When everything failed and an African World Cup became inevitable, Europeans resorted to issuing self-righteous statements in a way that only Europeans and Americans can. Bayern Munich president Uli Hoeness said that awarding the tournament to Africa was the “biggest wrong decision” FIFA has ever made. Like everyone else, he put the anomaly down to corruption in the organisation.

But a resolute Blatter described Hoeness’ statement as an “anti-Africa prejudice”.

“There is still in the so-called 'old world' a feeling that why the hell should Africa organise a World Cup,” the FIFA boss said. “Colonialists over the past 100 years have gone to Africa and taken out all the best things, and now they are taking all the best footballers. There's no respect.”

In an LOL turn of events, Hoeness, the one-time ‘clean-up FIFA’ spokesman is presently serving a three- and-a-half year jail term after being convicted of tax evasion.

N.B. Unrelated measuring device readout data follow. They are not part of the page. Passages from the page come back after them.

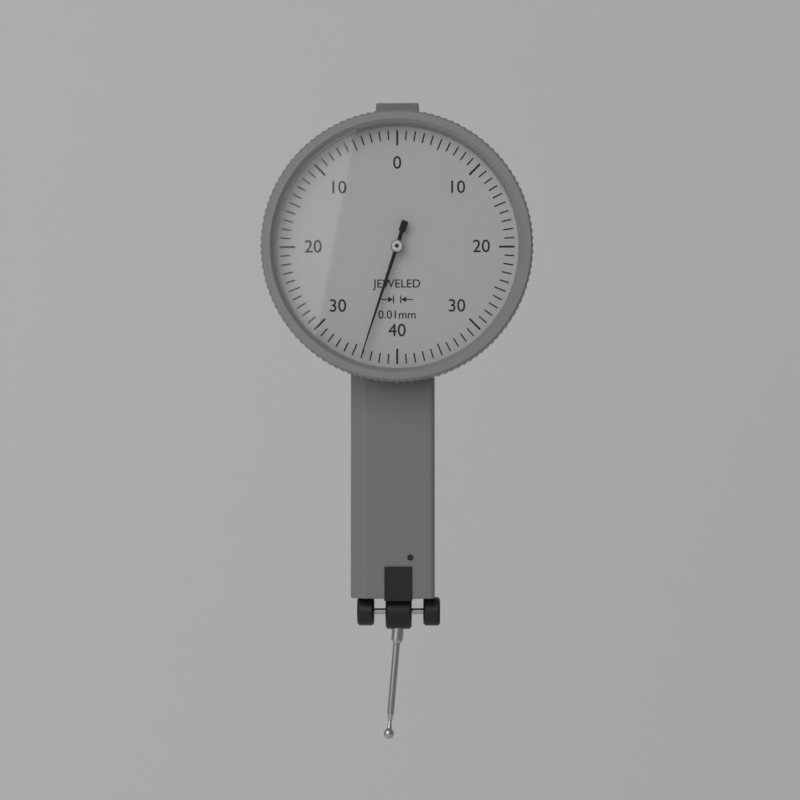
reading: 0.36 mm
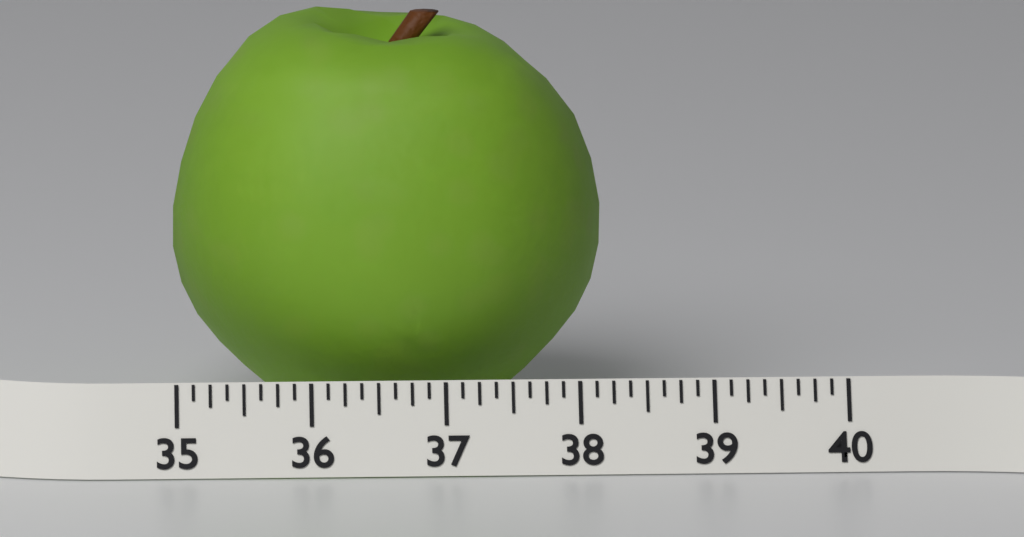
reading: 38.250 (no unit)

After Africa and South America had had their turns in Blatter’s rotational system, the pendulum swung back to Europe. England was believed to have a fair chance for 2018 until their media poked its priggish nose into sensitive places. The  Sunday Times pulled off a ‘Fake Sheik’ stunt and caught two FIFA delegates on camera agreeing to sell their vote for a sum of money. FIFA suspended the pair, but the English bid lost many friends in high areas.

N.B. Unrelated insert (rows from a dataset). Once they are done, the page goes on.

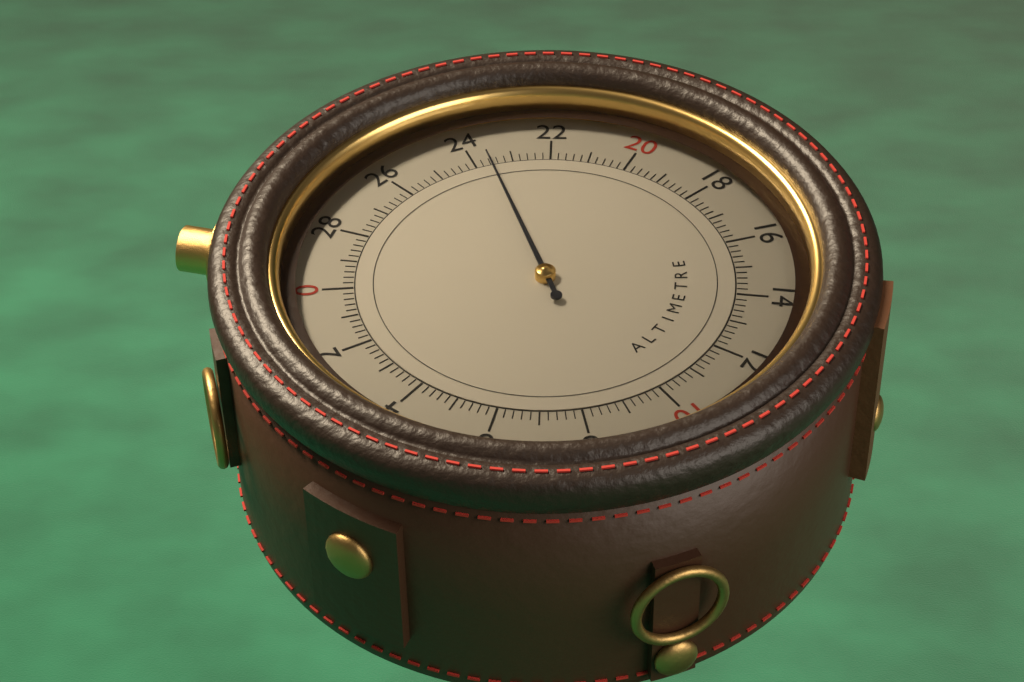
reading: 23.6 (no unit)
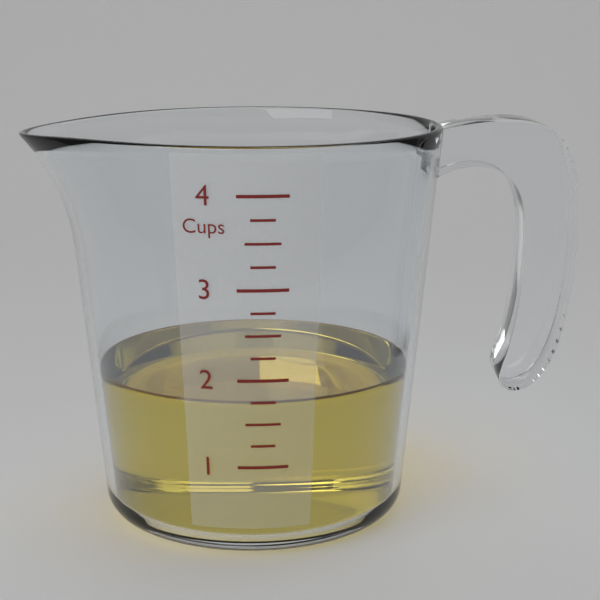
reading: 1.75 cups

The BBC compounded the problem with a Panorama program claiming that some FIFA delegates had taken bribes in the early 1990s. On announcement day, England gathered all its celebrities, from David Beckham to Prince William, but left shamefaced after getting just two votes. As expected, they went back to their theme song: “Corruption in FIFA”.

The English protest seemed to have run out of steam, with stories demonizing FIFA reducing to a trickle as there was a sense of resignation to the apparent inevitability of a Blatter re-election…. until America’s FBI came in with their indictment of football officials over corruption.

Anyone who believes that the FBI charges, curiously timed to cause a news splash just before the FIFA elections, are really about corruption probably also believed that Saddam Hussein had weapons of mass destruction.

If Americans were really that concern about corruption in sports bodies they should have started by jailing all their officials involved in the extremely flawed process of awarding the 2002 Winter Olympics to Salt Lake City (Utah, USA) by IOC. That was one of the biggest scandals in the world of sport. The IOC suspended ten members as a result and changed many rules, making it Ground Zero for corruption in sport. But the American officials at the heart of it were quickly cleared of any wrongdoing by their country’s Justice Department.

But when a questionable bidding process awards the World Cup to Russia and offers Vladimir Putin another opportunity to chest-thump, like he did after a successful Sochi Winter Olympics, then America rediscovers its urge to fight corruption in sport.

So is the FIFA debate going to be another incident in which Africans walk blindly into an alley of Western interests crudely disguised as a moral crusade or are we going to be independent-minded and consider where our own interests lie?

It is Blatter who expanded the World Club Championship to include African teams. Previously it was contested between Europe and South America, ostensibly because clubs from this continent were unworthy to share the same platform with the lofty Europeans. That was classic football apartheid.

It was Blatter who started the Confederations Cup where the African national champion competes with the finest from all continents. The self-important Europeans tried to stall that too, calling it a meaningless competition.

It is Blatter who splits the World Cup cash equally and gives our federations more than $500,000 in annual development grants. In Uganda, that money is largely swindled but that is hardly the big man’s fault. Countries like Rwanda and Ethiopia have used the same grant to construct wonderful football academies.

Nobody outside of Europe wants to take us back to the Euro-centric FIFA that behaved like colonial masters. That’s why Blatter was re-elected comfortably and, make no mistake, another four years of the Swiss is good for Africa.